To Cast a Shadow – Winter’s Embrace (Kolony)

Thursday, 23rd June 2016
Rating: 7/10

The run-around in Goth metal bands is with always the singer. It’s never anyone else within the ranks. Like, for once, can their be a career-altering drummer switch? It’s a common refrain in our lovely little scene; up-and-coming Goth metal band ditches buxom beauty for another buxom beauty. It’s more of a time-honored tradition than anything. But look like to Norway for a reversal of the scenario. Promising Goth outfit To Cast a Shadow replaced female singer Gunnhild Huser with male vocalist Nils Stenmyren, thus properly altering the course of their career and subsequent new output, Winter’s Embrace.

The band’s 2011 In Memory Of was a hearty tug on swoon-infested heartstrings. It was, as you would expect, dramatic and suitably symphonic, traits that have been diminished on Winter’s Embrace. With Stenmyren out front, To Cast A Shadow has taken the shape of another like-minded band, Sinamore. Like Sinamore, the use of ear-friendly male vocals (read: no grunts) keep matters in Sentenced territory, although no one can quite hold a candle to them. And like Sinamore (again), there’s an ample amount of easy, simplistic melodic guitar lines weaving their way around the album, as so found on “Into Oblivion” and the slow-burned “Devil’s Hand,” a song that emerges as the album’s best cut.

Stenmyren proves himself as a capable commodity, though, and while the removal of Huser makes To Cast a Shadow less like their contemporaries, it places them in no-man’s land territory. Winter’s Embrace doesn’t have the gusto or persuasion to that of its predecessor, which prompts the usual round of second-guessing: Was it necessary to make the change in the vocalist spot?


Would you reproduce each line below exactly, leaving every picture out?

※

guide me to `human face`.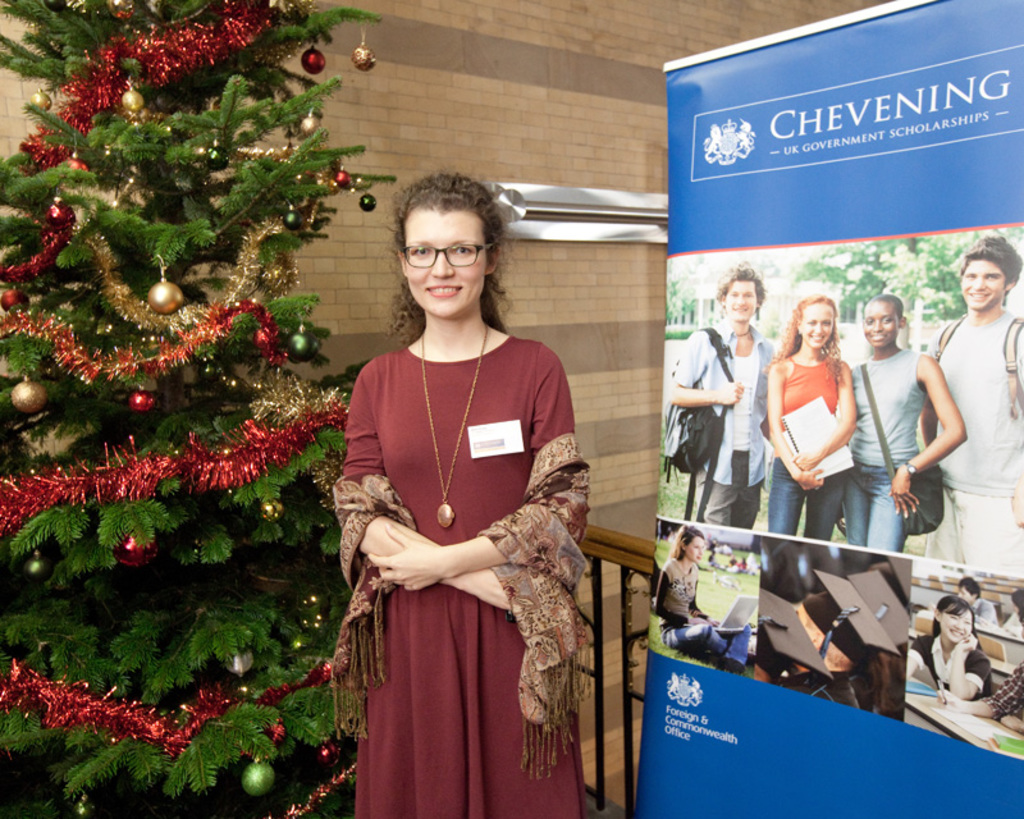
Guidance: box(721, 282, 759, 326).
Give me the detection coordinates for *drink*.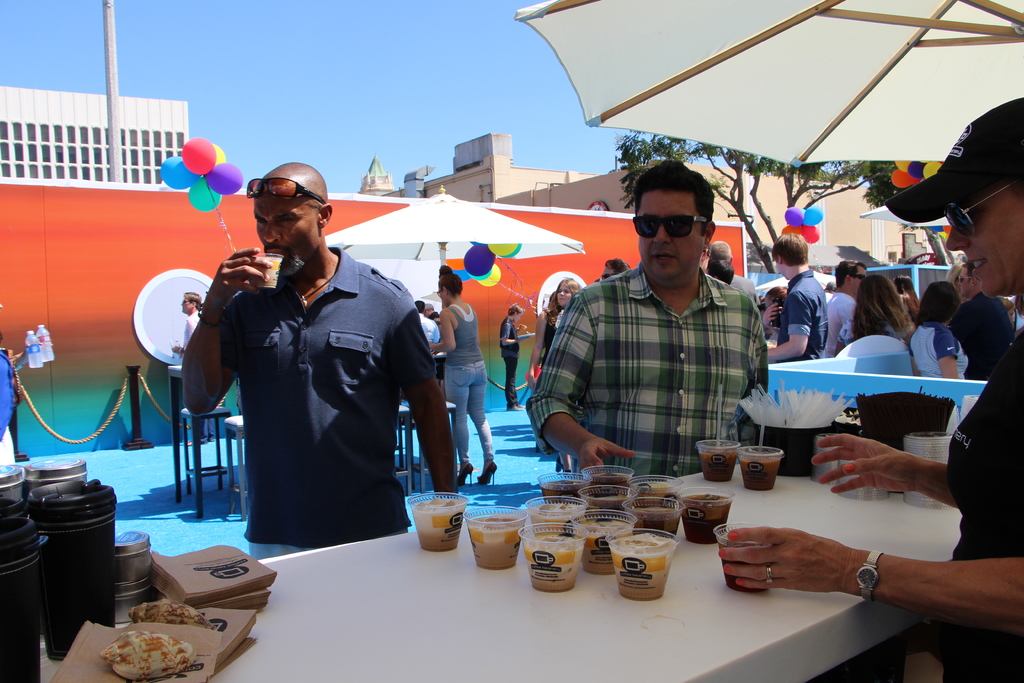
bbox(519, 536, 584, 595).
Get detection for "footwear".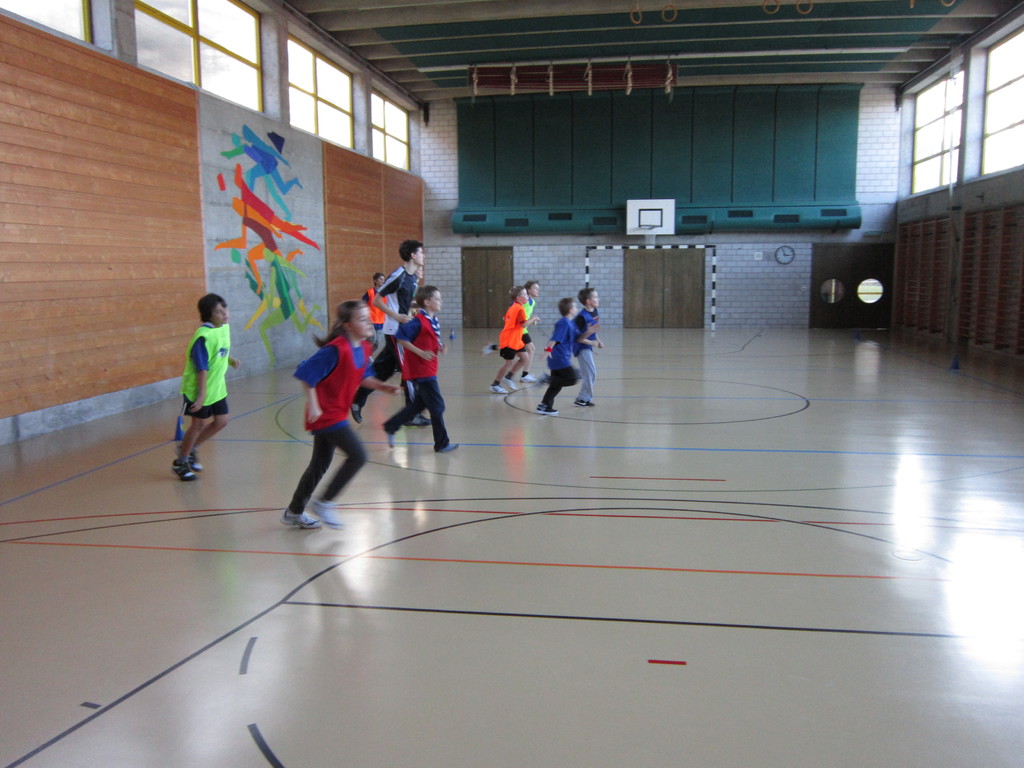
Detection: [435, 442, 460, 452].
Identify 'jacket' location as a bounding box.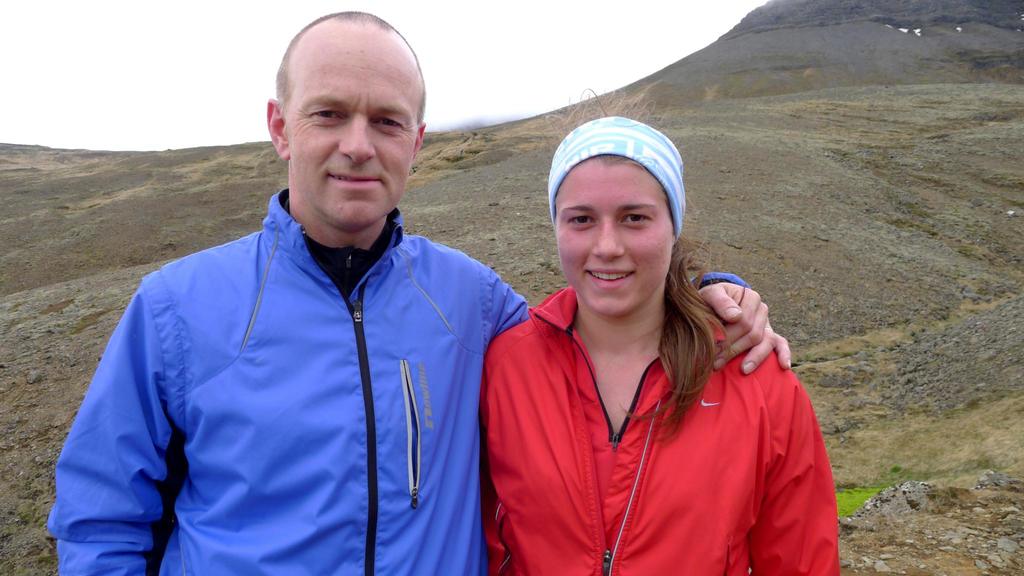
[45, 188, 764, 575].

※

## Solution to this exercise
guide me to `human face`.
Guidance: box(721, 282, 759, 326).
Give me the detection coordinates for *drink*.
bbox(519, 536, 584, 595).
Get detection for "footwear".
Detection: [435, 442, 460, 452].
Identify 'jacket' location as a bounding box.
[45, 188, 764, 575].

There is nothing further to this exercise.